Arts

Photo: Tyler Childers/provided.
Reading Time: 3 minutes

22 of the 24 dates for his Mule Pull ’24 tour, which Ottawa was later added to, sold out immediately.

Let. Them. Cook. I’m talking, of course, about the good folks who organize Bluesfest. I thought that last year’s headliners couldn’t be outdone. Attending a festival with a lineup of Shania Twain, Billy Talent, Weezer, Foo Fighters, Ludacris, and Pitbull, was an amazing way to spend the dog days of summer.

But when organizers confirmed Tyler Childers (pronounced chil-durz) as the first headliner of next year’s festival, I began to think differently. Bluesfest executive and artistic director Mark Monahan seemed just as happy as me to be able to announce Childers, in a statement released Oct. 13. “Tyler has been on our wish list for several years now, and being able to bring him to the festival to perform for his legions of fans here in the Ottawa Valley is a real coup.”

Granted, reactions to the country, folk, and bluegrass singer being announced as headliner were not as positive on social media. But his Canadian fans like me are happy to share our beloved Kentucky-born genre-bender with the uninformed. 22 of the 24 dates for his Mule Pull ’24 tour, which Ottawa was later added to, sold out immediately. The only two locations that didn’t sell out within minutes were in London, England, and Germany. This should give you a good sense of how his fans feel about seeing him live.

It’s tough to explain the passion with which Childers writes and performs his catalogue of songs. And these aren’t songs you’re going to find on most radio stations, which is a key reason why he is widely unknown by country music fans. Some of his most beloved songs, like ‘Nose on the Grindstone’ and ‘Shake the Frost’, haven’t even seen a studio release. But it’s not like he’s some no-name. He boasts 11 million monthly listeners on Spotify. For comparison, last year’s headliner Shania averages about 15 million, and Weezer averages just over 14 million.

Childers broke out in 2017 with the release of Purgatory, which Rolling Stone ranked 14 on their list of top 40 country albums of the year. Record Collector’s Terry Staunton gave the album a perfect five stars, explaining “Childers has a novelist’s eye for detail, as exemplified on the eloquent romance of ‘Feathered Indians’ (“my buckle makes impressions on the inside of her thigh”) and the self-effacing blue collar valentine of ‘Lady May’ (“I ain’t the sharpest chisel your hands have ever held”).”

Childer’s next album would debut at number one on both Billboard’s Top Country Albums and American/Folk Albums. Country Squire included the love ballad ‘All Your’n’, which was nominated for Best Solo Country Performance at the 2019 Grammy Awards. Stephen Thomas Erlewine of AllMusic described Childers on this album as being “a sly storyteller, a gift that threatens to be overshadowed by the robust realization of his songs.”

Childers began exploring different genres in the following years, while also exploring difficult topics such as racism and homophobia. He dropped Long Violent History in 2020 during the midst of the Black Lives Matter protests in the USA. Jeremy Ray Jewell of ArtsFuse described its title track as “a sort of Appalachian murder ballad for George Floyd and Breonna Taylor.”

In August 2023, Childers dropped a powerful single that would end up being the first on his recently released album Rustin’ in the Rain. ‘In Your Love’’s music video featured a love story – a love story that saw some backlash from some of Childer’s “fans”. The video, set in Childers’ Appalachia, depicted two gay coal miners in the 1950s, and gave much-needed representation to queer Appalachian residents and country music fans.

Childers will perform Friday, July 12 at next year’s edition of the festival. Pre-sale tickets for Friday were released Oct. 17, but don’t fret if you didn’t get them in time.  Full-festival and part-festival passes will be released in the coming months and offer a much better value proposition.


_How to complete this task_
Each entry below should be restated word for word, without any picture it contains.

_Source records_
════════════════════

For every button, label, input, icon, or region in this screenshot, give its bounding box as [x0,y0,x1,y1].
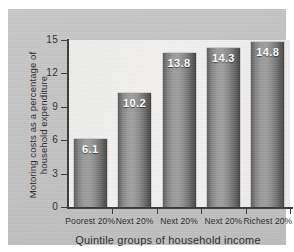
y-tick-mark [61,174,68,175]
x-axis-line [67,207,293,209]
x-tick-mark [157,208,158,214]
x-tick-mark [112,208,113,214]
bar: 14.8 [251,42,284,207]
x-tick-mark [201,208,202,214]
y-axis-title-line-1: Motoring costs as a percentage of [27,40,38,210]
y-tick-mark [61,73,68,74]
y-axis-title-line-2: household expenditure [38,40,49,210]
bar-value-label: 14.3 [207,52,240,64]
y-tick-mark [61,140,68,141]
y-axis-title: Motoring costs as a percentage of househ… [27,40,49,210]
bar: 6.1 [74,139,107,207]
bar: 14.3 [207,48,240,207]
bar-value-label: 13.8 [163,57,196,69]
chart-figure: 03691215 6.110.213.814.314.8 Poorest 20%… [0,0,294,252]
bar: 10.2 [118,93,151,207]
x-category-label: Richest 20% [236,216,294,226]
bar-value-label: 14.8 [251,46,284,58]
bar: 13.8 [163,53,196,207]
chart-panel: 03691215 6.110.213.814.314.8 Poorest 20%… [8,9,286,245]
x-axis-title: Quintile groups of household income [48,234,288,246]
y-tick-mark [61,40,68,41]
y-axis-line [67,39,69,209]
x-tick-mark [246,208,247,214]
bar-value-label: 10.2 [118,97,151,109]
bar-value-label: 6.1 [74,143,107,155]
y-tick-mark [61,107,68,108]
y-tick-mark [61,207,68,208]
x-tick-mark [290,208,291,214]
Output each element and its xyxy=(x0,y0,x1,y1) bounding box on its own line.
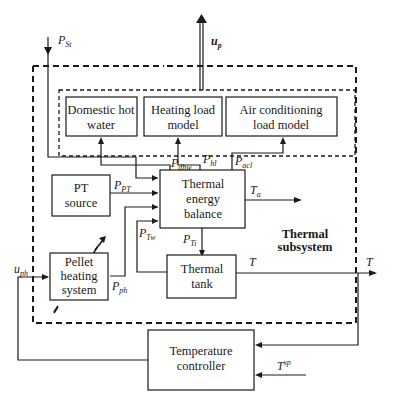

════════════════════

_Answer to the problem_
For every button, label, input, icon, or region in this screenshot, give its bounding box as [x0,y0,x1,y1].
y-tick-mark [61,174,68,175]
x-axis-line [67,207,293,209]
x-tick-mark [157,208,158,214]
x-tick-mark [112,208,113,214]
bar: 14.8 [251,42,284,207]
x-tick-mark [201,208,202,214]
y-axis-title-line-1: Motoring costs as a percentage of [27,40,38,210]
y-tick-mark [61,73,68,74]
y-axis-title-line-2: household expenditure [38,40,49,210]
bar-value-label: 14.3 [207,52,240,64]
y-tick-mark [61,140,68,141]
y-axis-title: Motoring costs as a percentage of househ… [27,40,49,210]
bar: 6.1 [74,139,107,207]
bar: 14.3 [207,48,240,207]
bar-value-label: 13.8 [163,57,196,69]
chart-figure: 03691215 6.110.213.814.314.8 Poorest 20%… [0,0,294,252]
bar: 10.2 [118,93,151,207]
x-category-label: Richest 20% [236,216,294,226]
bar-value-label: 14.8 [251,46,284,58]
bar: 13.8 [163,53,196,207]
chart-panel: 03691215 6.110.213.814.314.8 Poorest 20%… [8,9,286,245]
x-axis-title: Quintile groups of household income [48,234,288,246]
y-tick-mark [61,40,68,41]
y-axis-line [67,39,69,209]
x-tick-mark [246,208,247,214]
bar-value-label: 10.2 [118,97,151,109]
bar-value-label: 6.1 [74,143,107,155]
y-tick-mark [61,107,68,108]
y-tick-mark [61,207,68,208]
x-tick-mark [290,208,291,214]
Output each element and its xyxy=(x0,y0,x1,y1) bounding box on its own line.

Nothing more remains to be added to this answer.